Barrow, 53, is Professor for Mathematical Sciences at the University of Cambridge, Fellow of the Royal Society and Gresham Professor of Astronomy. He first achieved wider fame in 1986 with the book The Anthropic Cosmological Principle, co-authored with Frank J Tipler, which explores the seemingly amazing coincidence that all the constants of nature — the strength of gravity or the weak nuclear force, for example — are just right for life forms such as ours to develop. Were they slightly different, life as we know it would be impossible, and this fact has lead to a lively debate about the role of intelligent life in the universe.

John D Barrow and Cambridge University's Vice Chancellor Alison Richard, receiving the Queen's Anniversary Prize

John D Barrow and Cambridge University's Vice Chancellor Alison Richard, receiving the Queen's Anniversary Prize in February 2006

Other works include the books Theories of everything: the quest for ultimate explanation (1991) and Impossibility: the limits of science and the science of limits (1998), as well as books exploring the connections between the nature of the universe and human aesthetic notions. His latest book is The infinite book: a short guide to the boundless, timeless and endless. Notably, Barrow also wrote a play, Infinities, which was produced in 2002 under the direction of Luca Ronconi and won the 2002 Premi Ubu and the 2003 Italgas Prize. The play delves into scientific and spiritual aspects of notions of infinity, and uses unconventional staging techniques, like having the audience wander through corridors of mirrors.

Barrow's work clearly highlights the human quest for meaning and understanding that lies at the heart of both science and spirituality. In his statement at the Templeton Prize news conference he said: "Astronomy has transformed the simple-minded, life-averse, meaningless universe of the sceptical philosophers. It breathes new life into so many religious questions of ultimate concern and never-ending fascination. [...] The concept of a lawful universe with order that can be understood and relied upon emerged largely out of religious beliefs about the nature of god."
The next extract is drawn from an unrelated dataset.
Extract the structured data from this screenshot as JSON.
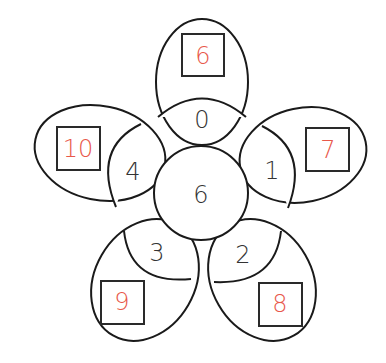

Barrow will receive the prize from the hands of Prince Philip, the Duke of Edinburgh, in a private ceremony at Buckingham Palace on the 3rd of May. This is Barrow's second visit to Buckingham Palace in three months: in February he accepted the Queen's Anniversary Prize for Higher Education on behalf of the Millennium Mathematics Project.


Further reading

  • Most of Barrow's books are aimed at the general public, you don't have to be an expert to read them. There is a complete list towards the end of this publications record.
  • You can read the official Templeton Prize announcement.
  • There is a review of the play Infinities on physicsweb.